As reviewers have pointed out there isn’t a substantial amount of work applying machine learning to RNA (and genomics broadly), we see this work as an evaluation of successful methods from other domains. In particular, we provide biological intuition and experimental validation for why masked language modeling and next token prediction approaches have been less impressive in genomics domains compared to NLP and suggest an alternative approach for representation learning in genomics.
The reviewers were generally unanimous that there might just not be enough methodological novelty beyond the application of relatively standard ideas in contrastive learning (with some small twists) to a new domain.

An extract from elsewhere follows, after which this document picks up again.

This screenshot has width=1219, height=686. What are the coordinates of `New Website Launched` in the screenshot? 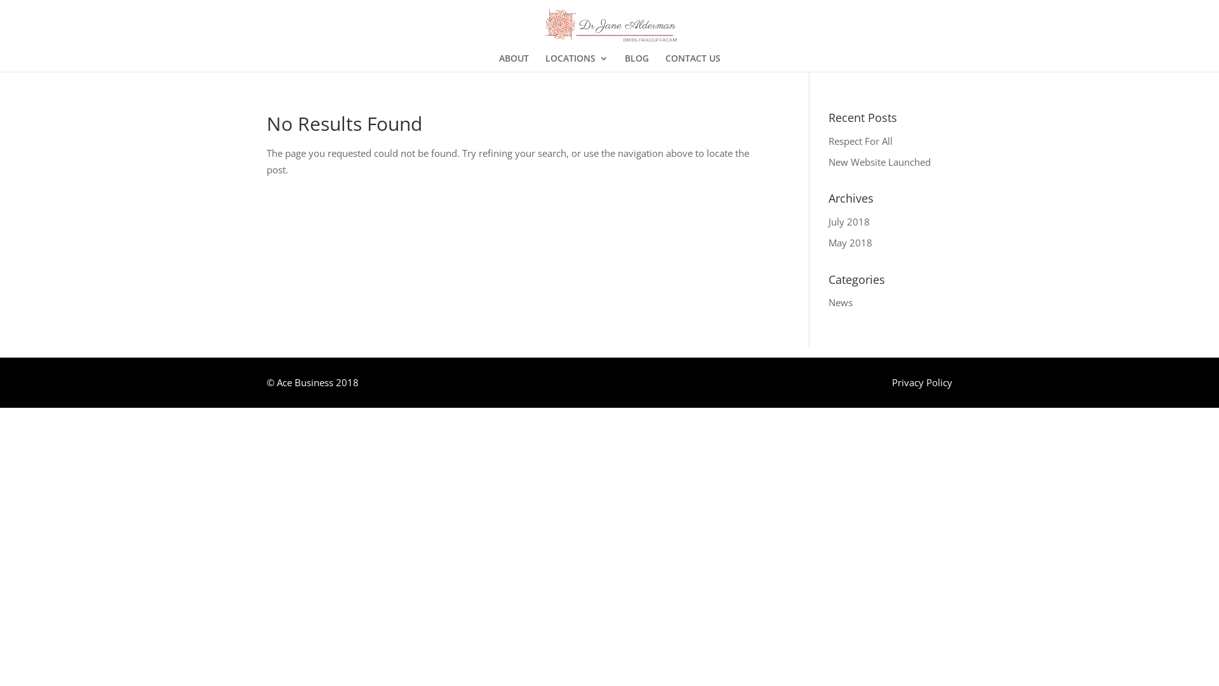 It's located at (880, 162).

While the authors make the point that applying these ideas in a new domain is non-trivial, machine learning research venues typically expect at least some level of methodological innovation. While the bar is certainly lower for applications papers in interesting domains, there wasn't substantial agreement that this bar was met here.
为何不给更高分
The reviewers were generally in agreement on the methodological novelty component piece. I would recommend that the authors spend more time in the paper emphasizing the differences between existing approaches to contrastive learning.